Interventions by former colonialists like the French and the British, aided by United Nations and German “peacekeepers”, have usually made the situation worse. Bloody civil wars between and within Sudan and South Sudan, and most recently between Ethiopia and Tigray, all add to the misery of the people.

It is significant that this terrible situation in Africa occurs at the same time as the appalling suffering caused by flooding in Pakistan. But extreme weather events are also underway in North America, Europe and China. No moderately informed person can now seriously deny the extreme climate catastrophe whose manifestations – droughts, floods, wildfires and famines – the world is now facing.

Yet, after the fiascos of the Paris and Glasgow climate conferences, with their grandiose targets and speeches, no serious measures have been taken by the richer countries to realise them. No resources have been allocated to the lands where they are hitting today. Indeed, they are even returning to fossil fuels in the wake of the Ukraine war and the NATO sanctions.

The emerging famine in the countries of the Horn of Africa, highlights the fact, long predicted by activists, that it is people living in the global South who are its first victims, those who have, historically, the least responsibility for the emission of greenhouse gasses by industrialisation and the burning of fossil fuels.
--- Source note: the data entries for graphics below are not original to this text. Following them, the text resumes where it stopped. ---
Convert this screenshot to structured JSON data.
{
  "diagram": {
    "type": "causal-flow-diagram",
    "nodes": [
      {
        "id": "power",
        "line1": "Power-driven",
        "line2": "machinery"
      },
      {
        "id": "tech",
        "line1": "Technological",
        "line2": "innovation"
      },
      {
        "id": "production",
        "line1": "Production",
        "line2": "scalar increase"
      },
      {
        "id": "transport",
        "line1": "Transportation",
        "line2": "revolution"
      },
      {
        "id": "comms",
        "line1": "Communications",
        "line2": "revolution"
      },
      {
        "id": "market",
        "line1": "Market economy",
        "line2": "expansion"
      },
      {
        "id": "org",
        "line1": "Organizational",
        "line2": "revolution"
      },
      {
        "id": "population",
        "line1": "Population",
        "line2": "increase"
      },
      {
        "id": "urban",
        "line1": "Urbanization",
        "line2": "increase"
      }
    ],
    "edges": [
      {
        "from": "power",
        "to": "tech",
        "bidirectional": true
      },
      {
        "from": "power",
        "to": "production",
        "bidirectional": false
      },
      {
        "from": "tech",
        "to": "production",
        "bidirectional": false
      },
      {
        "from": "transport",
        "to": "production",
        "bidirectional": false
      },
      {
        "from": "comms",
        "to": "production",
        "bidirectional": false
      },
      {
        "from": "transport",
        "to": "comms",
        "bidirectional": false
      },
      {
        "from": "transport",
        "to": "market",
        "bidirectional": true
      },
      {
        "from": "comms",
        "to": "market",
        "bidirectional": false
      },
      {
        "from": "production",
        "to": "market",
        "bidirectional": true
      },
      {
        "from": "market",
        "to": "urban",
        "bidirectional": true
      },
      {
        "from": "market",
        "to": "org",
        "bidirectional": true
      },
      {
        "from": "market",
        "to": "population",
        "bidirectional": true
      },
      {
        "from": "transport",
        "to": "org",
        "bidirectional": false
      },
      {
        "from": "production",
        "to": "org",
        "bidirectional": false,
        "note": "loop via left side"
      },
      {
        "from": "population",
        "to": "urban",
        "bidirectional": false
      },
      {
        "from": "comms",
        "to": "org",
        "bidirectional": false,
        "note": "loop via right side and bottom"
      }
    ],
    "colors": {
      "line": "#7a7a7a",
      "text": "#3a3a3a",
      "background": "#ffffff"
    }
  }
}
World politics, the conflict between the great powers, as well as corrupt self-serving local elites they supported or installed, make matters even worse. Somalia itself has been suffering decades of civil war and interventions by UN forces, plus Ethiopia and Kenya, as well as the brutality of political Islamist forces like Al Shebab.

To Africa’s suffering from three centuries of plunder of its human and natural resources by Europeans, from the first slave traders to colonialists, is now being added increasing rivalry in the region between China and the West.

Today, it is clear that Somalia immediately needs a massive supply of food and accommodation, which the rich imperialist powers can well afford to give. But this will only be a sticking plaster on a gaping wound if it is not followed up by a programme of social spending on schools and universities, hospitals, infrastructure of all sorts and, vitally, measures to halt and reverse the degradation of the environment.

This is the “reparation” that Africa deserves, but it will never come from those who robbed the continent in the past and continue to rob it today. The working classes of Europe and North America need to inscribe righting this historic wrong into their programmes and their struggle for power, so that they can implement this in collaboration with the working class and small farmers of the global south to their and our mutual benefit.